Beijing's name means "Northern Capital," which immediately implies the existence of others. Nanjing means "Southern Capital." These are not arbitrary labels but positions in a conversation that has lasted three millennia. China has moved its seat of power more than a dozen times, and each relocation tells a story about military pressure, economic reality, or dynastic ambition. The four cities traditionally honored as the Four Great Ancient Capitals -- Xi'an, Luoyang, Nanjing, and Beijing -- represent the poles of this gravitational contest, but they are far from the only contenders.
No city has served as China's capital more times than Xi'an, known historically as Chang'an. The site anchored Chinese civilization from the Western Zhou dynasty around 1046 BC through the Tang dynasty, which fell in 907 AD -- roughly two thousand years of intermittent centrality. The Qin dynasty unified China from nearby Xianyang. The Western Han governed from Chang'an. The Sui dynasty renamed it Daxing. The Tang made it the largest city in the world and the eastern terminus of the Silk Road. Xi'an's advantage was geography: it sat in the fertile Wei River valley, protected by mountains on three sides, with access to both the Central Plain and the western frontier. Its disadvantage was the same geography -- as population grew and resources depleted, the capital drifted eastward.
Luoyang, the Eastern Zhou and Eastern Han capital, served as the natural counterweight to Xi'an. Situated closer to the productive agricultural heartland of the North China Plain, it offered better access to food supplies and water transport along the Yellow River system. The Northern Wei moved their capital to Luoyang in 493 AD, and the city hosted the Cao Wei, the Western Jin, and multiple Five Dynasties governments. Kaifeng, further east, became the capital of the Northern Song dynasty from 960 to 1127, when it was known as Bianjing. The Song made it the most commercially vibrant city in the world, but its position on flat, indefensible terrain left it vulnerable. When the Jurchen Jin dynasty invaded, the Song court fled south to Hangzhou, which became the capital of the Southern Song from 1127 to 1276 under the name Lin'an.
Nanjing's political career spans the full arc of Chinese history's north-south divide. It served as capital for all six of the Southern Dynasties between 220 and 589 AD, when northern China was frequently controlled by non-Han regimes. The Ming dynasty founder established his capital there in 1368 before his successor relocated to Beijing in 1421. The Taiping Heavenly Kingdom seized it in the 1850s and renamed it Tianjing, the Heavenly Capital. The Republic of China government under the Nationalists made Nanjing its capital from 1928 to 1949. Each time, the choice of Nanjing signaled something specific: distance from northern threats, proximity to the Yangtze River's economic power, or a deliberate break from the political traditions of the old northern capitals.

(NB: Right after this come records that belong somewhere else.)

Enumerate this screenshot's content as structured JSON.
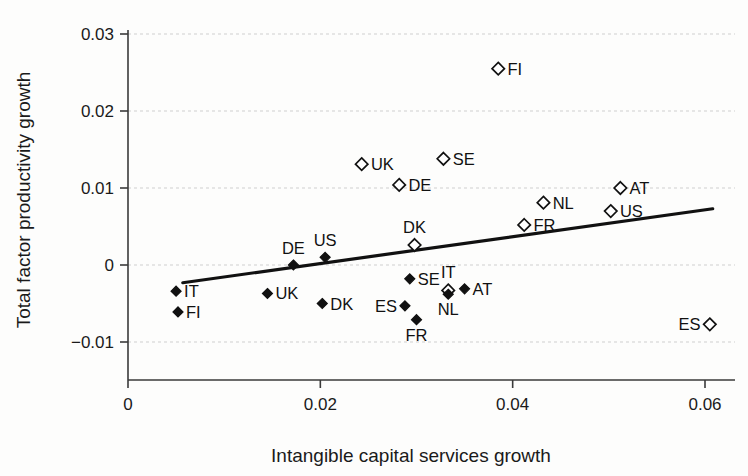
{
  "chart_data": {
    "type": "scatter",
    "title": "",
    "xlabel": "Intangible capital services growth",
    "ylabel": "Total factor productivity growth",
    "xlim": [
      0,
      0.065
    ],
    "ylim": [
      -0.012,
      0.032
    ],
    "xticks": [
      0,
      0.02,
      0.04,
      0.06
    ],
    "xtick_labels": [
      "0",
      "0.02",
      "0.04",
      "0.06"
    ],
    "yticks": [
      -0.01,
      0,
      0.01,
      0.02,
      0.03
    ],
    "ytick_labels": [
      "-0.01",
      "0",
      "0.01",
      "0.02",
      "0.03"
    ],
    "grid": "horizontal-dashed",
    "legend": "none",
    "series": [
      {
        "name": "open-diamond",
        "marker": "open-diamond",
        "points": [
          {
            "label": "FI",
            "x": 0.0385,
            "y": 0.0255,
            "label_side": "right"
          },
          {
            "label": "SE",
            "x": 0.0328,
            "y": 0.0138,
            "label_side": "right"
          },
          {
            "label": "UK",
            "x": 0.0243,
            "y": 0.0131,
            "label_side": "right"
          },
          {
            "label": "DE",
            "x": 0.0282,
            "y": 0.0104,
            "label_side": "right"
          },
          {
            "label": "AT",
            "x": 0.0512,
            "y": 0.01,
            "label_side": "right"
          },
          {
            "label": "NL",
            "x": 0.0432,
            "y": 0.0081,
            "label_side": "right"
          },
          {
            "label": "US",
            "x": 0.0502,
            "y": 0.007,
            "label_side": "right"
          },
          {
            "label": "FR",
            "x": 0.0412,
            "y": 0.0052,
            "label_side": "right"
          },
          {
            "label": "DK",
            "x": 0.0298,
            "y": 0.0026,
            "label_side": "above"
          },
          {
            "label": "IT",
            "x": 0.0333,
            "y": -0.0033,
            "label_side": "above"
          },
          {
            "label": "ES",
            "x": 0.0605,
            "y": -0.0077,
            "label_side": "left"
          }
        ]
      },
      {
        "name": "filled-diamond",
        "marker": "filled-diamond",
        "points": [
          {
            "label": "US",
            "x": 0.0205,
            "y": 0.001,
            "label_side": "above"
          },
          {
            "label": "DE",
            "x": 0.0172,
            "y": 0.0,
            "label_side": "above"
          },
          {
            "label": "SE",
            "x": 0.0293,
            "y": -0.0018,
            "label_side": "right"
          },
          {
            "label": "AT",
            "x": 0.035,
            "y": -0.0031,
            "label_side": "right"
          },
          {
            "label": "IT",
            "x": 0.005,
            "y": -0.0034,
            "label_side": "right"
          },
          {
            "label": "UK",
            "x": 0.0145,
            "y": -0.0037,
            "label_side": "right"
          },
          {
            "label": "NL",
            "x": 0.0333,
            "y": -0.0038,
            "label_side": "below"
          },
          {
            "label": "DK",
            "x": 0.0202,
            "y": -0.005,
            "label_side": "right"
          },
          {
            "label": "ES",
            "x": 0.0288,
            "y": -0.0053,
            "label_side": "left"
          },
          {
            "label": "FI",
            "x": 0.0052,
            "y": -0.0061,
            "label_side": "right"
          },
          {
            "label": "FR",
            "x": 0.03,
            "y": -0.0071,
            "label_side": "below"
          }
        ]
      }
    ],
    "fit_line": {
      "name": "regression-line",
      "x_start": 0.0057,
      "y_start": -0.0023,
      "x_end": 0.0608,
      "y_end": 0.0073
    }
  },
  "colors": {
    "marker_stroke": "#111111",
    "marker_fill_open": "#ffffff",
    "marker_fill_solid": "#111111",
    "fit_line": "#111111",
    "grid": "#cfcfcf",
    "axis": "#3a3a3a",
    "text": "#1a1a1a",
    "background": "#fdfdfc"
  }
}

Beijing's tenure as capital is more recent than its rivals but no less consequential. The city began as Ji, capital of the ancient state of Yan, more than three thousand years ago. The Jurchen Jin dynasty made it their main capital as Zhongdu in the twelfth century. Kublai Khan built an entirely new city adjacent to it -- Khanbaliq, or Dadu -- as the capital of the Yuan dynasty. Marco Polo called it Cambuluc. The Ming dynasty moved the capital there from Nanjing in 1421, and it has remained the seat of Chinese government through the Qing dynasty, the Beiyang Republic, and the People's Republic. Beijing's strategic logic was military: positioned at the northern edge of the Chinese heartland, it served as a base for projecting power into Mongolia and Manchuria while guarding the passes that connected the plains to the steppe.
Beyond the famous four, China's capital history includes dozens of lesser-known seats of power. Chengdu served the Shu Han kingdom during the Three Kingdoms period and multiple subsequent regimes. Chongqing was the wartime capital of the Nationalist government from 1937 to 1945 during the Japanese invasion. Changchun became the capital of the Japanese puppet state Manchukuo. Ruijin in Jiangxi served as the capital of the Chinese Soviet Republic from 1931 to 1934, before the Long March. Even Xanadu -- Shangdu, the summer capital of the Yuan dynasty that Coleridge immortalized in poetry -- sits within this tradition. Taipei has served as the seat of the Republic of China government since 1949. The sheer number of capitals reflects a political culture in which the location of power was never permanently settled, always subject to the next dynasty's strategic calculus.
Beijing, the current capital, is located at 39.900N, 116.400E. The Four Great Ancient Capitals span a vast geographic range: Xi'an (34.26N, 108.94E) in the west, Luoyang (34.62N, 112.45E) in the center, Nanjing (32.06N, 118.80E) in the southeast, and Beijing in the north. From altitude, the geographic logic of capital placement becomes clear -- each sits on a major river plain or at a strategic pass. Nearest airport to Beijing: ZBAA (Beijing Capital International).